Testing guidelines

Philosophy

Tests are documentation. They should clearly communicate what the code does and serve as living documentation for future developers. Prioritize readability and maintainability over cleverness.

Test structure

Write tests as 3 separate blocks: Arrange, Act, Assert (also known as Given-When-Then).

# Ruby (RSpec)
it "returns the user full name" do
  # Arrange
  user = create(:user, first_name: "John", last_name: "Doe")

  # Act
  result = user.full_name

  # Assert
  expect(result).to eq("John Doe")
end
# Python (pytest)
def test_returns_user_full_name():
    # Arrange
    user = User(first_name="John", last_name="Doe")

    # Act
    result = user.full_name()

    # Assert
    assert result == "John Doe"

Do's

  • Write boring tests. The more boring a test is, the better.

    • Avoid abstractions unless there is a very good reason.

    • Repetition is acceptable. Copy & paste is allowed in tests.

    • Only extract to helper methods when it genuinely improves clarity.

    • Extracting large payloads or complex setup is fine.

  • Use human names like "John" instead of "Candidate 1" or "User A". It makes tests more readable and creates a narrative.

  • Test against hardcoded values, not dynamic references:

  • Mock every external call to the internet (HTTP, gRPC, external APIs). Use libraries like:

    • Ruby: webmock, vcr

    • Python: responses, httpretty, pytest-httpserver

    • TypeScript: msw, nock

  • Test behavior, not implementation. Focus on what the code does, not how it does it internally.

  • Keep tests fast. Slow tests discourage running them frequently. Use unit tests for most coverage and reserve integration tests for critical paths.

  • One assertion per concept. It's fine to have multiple expect/assert statements if they verify the same logical concept.

Don'ts

  • Don't write "should" in test descriptions:

  • Don't use faker/random value generators (Faker, Chance, etc.) for most tests.

    • They can introduce flaky tests.

    • Hardcoded values help create a consistent story in the test suite.

    • Exception: Property-based testing / fuzz testing, where you intentionally run tests with random values to discover edge cases. Libraries: hypothesis (Python), fast-check (TypeScript), rantly (Ruby).

  • Don't test more than one thing per unit test. Integration tests may verify multiple things since they are expensive to run.

  • Don't test private methods directly. Test them through the public interface.

  • Don't share state between tests. Each test should be independent and able to run in isolation.

  • Don't ignore flaky tests. Fix them immediately or delete them. A flaky test is worse than no test.

Test naming conventions

Use descriptive names that explain the scenario and expected outcome:

Test organization

  • Unit tests: Test individual functions/methods in isolation. Should be the majority of your tests.

  • Integration tests: Test how components work together (e.g., API endpoints, database interactions).

  • End-to-end tests: Test complete user flows. Use sparingly as they are slow and brittle.

Follow the testing pyramid: many unit tests, fewer integration tests, minimal E2E tests.

When testing capacity is limited: If a project's constraints (time, budget, team size) don't allow for comprehensive test coverage, prioritize E2E tests over unit tests. While slower and more brittle, E2E tests cover the most critical user paths with the fewest tests, providing maximum value per test written.

What to test

  • Do test: Business logic, edge cases, error handling, public APIs.

  • Don't test: Framework code, simple getters/setters, third-party libraries.

Database in tests

  • Use transactions to rollback after each test when possible.

  • Create only the data you need for each test.

  • Use factories/fixtures to simplify data creation:

    • Ruby: factory_bot

    • Python: factory_boy, pytest-factoryboy

    • TypeScript: fishery, custom factories

Continuous Integration

  • All tests must pass before merging.

  • Run the full test suite on every pull request.

  • Keep the CI pipeline fast (< 10 minutes ideally but it depends on the project size).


- What you are asked to do
What is needed is an exact copy of the entries below, with the pictures left out.

--- Records for processing Enclosed Below ---

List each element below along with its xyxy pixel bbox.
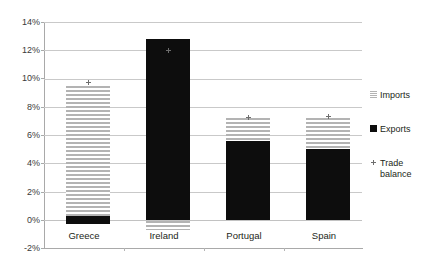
legend-label-trade-balance: Trade balance — [380, 158, 412, 180]
bar-chart: 14% 12% 10% 8% 6% 4% 2% 0% -2% — [0, 0, 424, 266]
bar-group-portugal — [226, 22, 270, 248]
y-axis-tick-label: 12% — [0, 46, 40, 55]
x-axis-label-portugal: Portugal — [204, 231, 284, 241]
y-axis-tick-label: -2% — [0, 244, 40, 253]
legend-label-imports: Imports — [380, 90, 410, 101]
y-axis-labels: 14% 12% 10% 8% 6% 4% 2% 0% -2% — [0, 0, 40, 266]
trade-balance-marker — [246, 115, 251, 120]
trade-balance-marker-swatch-icon — [370, 159, 377, 166]
trade-balance-marker — [326, 114, 331, 119]
bar-segment-imports — [146, 221, 190, 230]
x-axis-tick — [284, 248, 285, 251]
trade-balance-marker — [166, 48, 171, 53]
x-axis-label-ireland: Ireland — [124, 231, 204, 241]
bar-segment-imports — [226, 118, 270, 141]
bar-segment-exports — [306, 149, 350, 220]
imports-hatch-swatch-icon — [370, 91, 377, 98]
x-axis-label-greece: Greece — [44, 231, 124, 241]
y-axis-tick-label: 8% — [0, 103, 40, 112]
y-axis-tick-label: 10% — [0, 74, 40, 83]
y-axis-tick-label: 14% — [0, 18, 40, 27]
y-axis-tick-label: 4% — [0, 159, 40, 168]
x-axis-label-spain: Spain — [284, 231, 364, 241]
bar-group-greece — [66, 22, 110, 248]
bar-segment-imports — [66, 86, 110, 216]
bar-group-spain — [306, 22, 350, 248]
bar-segment-exports — [146, 39, 190, 220]
trade-balance-marker — [86, 80, 91, 85]
bar-segment-exports — [226, 141, 270, 220]
x-axis-tick — [204, 248, 205, 251]
y-axis-tick-label: 6% — [0, 131, 40, 140]
bar-segment-exports — [66, 216, 110, 224]
y-axis-tick-label: 0% — [0, 216, 40, 225]
exports-black-swatch-icon — [370, 125, 377, 132]
legend-item-exports: Exports — [370, 124, 411, 135]
y-axis-tick-label: 2% — [0, 188, 40, 197]
legend-item-imports: Imports — [370, 90, 410, 101]
legend-item-trade-balance: Trade balance — [370, 158, 412, 180]
legend-label-exports: Exports — [380, 124, 411, 135]
plot-area — [44, 22, 362, 248]
bar-segment-imports — [306, 118, 350, 149]
bar-group-ireland — [146, 22, 190, 248]
x-axis-tick — [124, 248, 125, 251]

--- End of Enclosed Records for processing ---

- Exercise response
List each element below along with its xyxy pixel bbox.
legend-label-trade-balance: Trade balance — [380, 158, 412, 180]
bar-chart: 14% 12% 10% 8% 6% 4% 2% 0% -2% — [0, 0, 424, 266]
bar-group-portugal — [226, 22, 270, 248]
y-axis-tick-label: 12% — [0, 46, 40, 55]
x-axis-label-portugal: Portugal — [204, 231, 284, 241]
y-axis-tick-label: -2% — [0, 244, 40, 253]
legend-label-imports: Imports — [380, 90, 410, 101]
y-axis-labels: 14% 12% 10% 8% 6% 4% 2% 0% -2% — [0, 0, 40, 266]
trade-balance-marker — [246, 115, 251, 120]
trade-balance-marker-swatch-icon — [370, 159, 377, 166]
trade-balance-marker — [326, 114, 331, 119]
bar-segment-imports — [146, 221, 190, 230]
x-axis-tick — [284, 248, 285, 251]
trade-balance-marker — [166, 48, 171, 53]
x-axis-label-ireland: Ireland — [124, 231, 204, 241]
bar-segment-imports — [226, 118, 270, 141]
bar-segment-exports — [306, 149, 350, 220]
imports-hatch-swatch-icon — [370, 91, 377, 98]
x-axis-label-greece: Greece — [44, 231, 124, 241]
y-axis-tick-label: 8% — [0, 103, 40, 112]
y-axis-tick-label: 10% — [0, 74, 40, 83]
y-axis-tick-label: 14% — [0, 18, 40, 27]
y-axis-tick-label: 4% — [0, 159, 40, 168]
x-axis-label-spain: Spain — [284, 231, 364, 241]
bar-group-greece — [66, 22, 110, 248]
bar-segment-imports — [66, 86, 110, 216]
bar-group-spain — [306, 22, 350, 248]
bar-segment-exports — [146, 39, 190, 220]
trade-balance-marker — [86, 80, 91, 85]
bar-segment-exports — [226, 141, 270, 220]
x-axis-tick — [204, 248, 205, 251]
y-axis-tick-label: 6% — [0, 131, 40, 140]
bar-segment-exports — [66, 216, 110, 224]
y-axis-tick-label: 0% — [0, 216, 40, 225]
exports-black-swatch-icon — [370, 125, 377, 132]
legend-item-exports: Exports — [370, 124, 411, 135]
y-axis-tick-label: 2% — [0, 188, 40, 197]
legend-item-imports: Imports — [370, 90, 410, 101]
legend-item-trade-balance: Trade balance — [370, 158, 412, 180]
legend-label-exports: Exports — [380, 124, 411, 135]
plot-area — [44, 22, 362, 248]
bar-segment-imports — [306, 118, 350, 149]
bar-group-ireland — [146, 22, 190, 248]
x-axis-tick — [124, 248, 125, 251]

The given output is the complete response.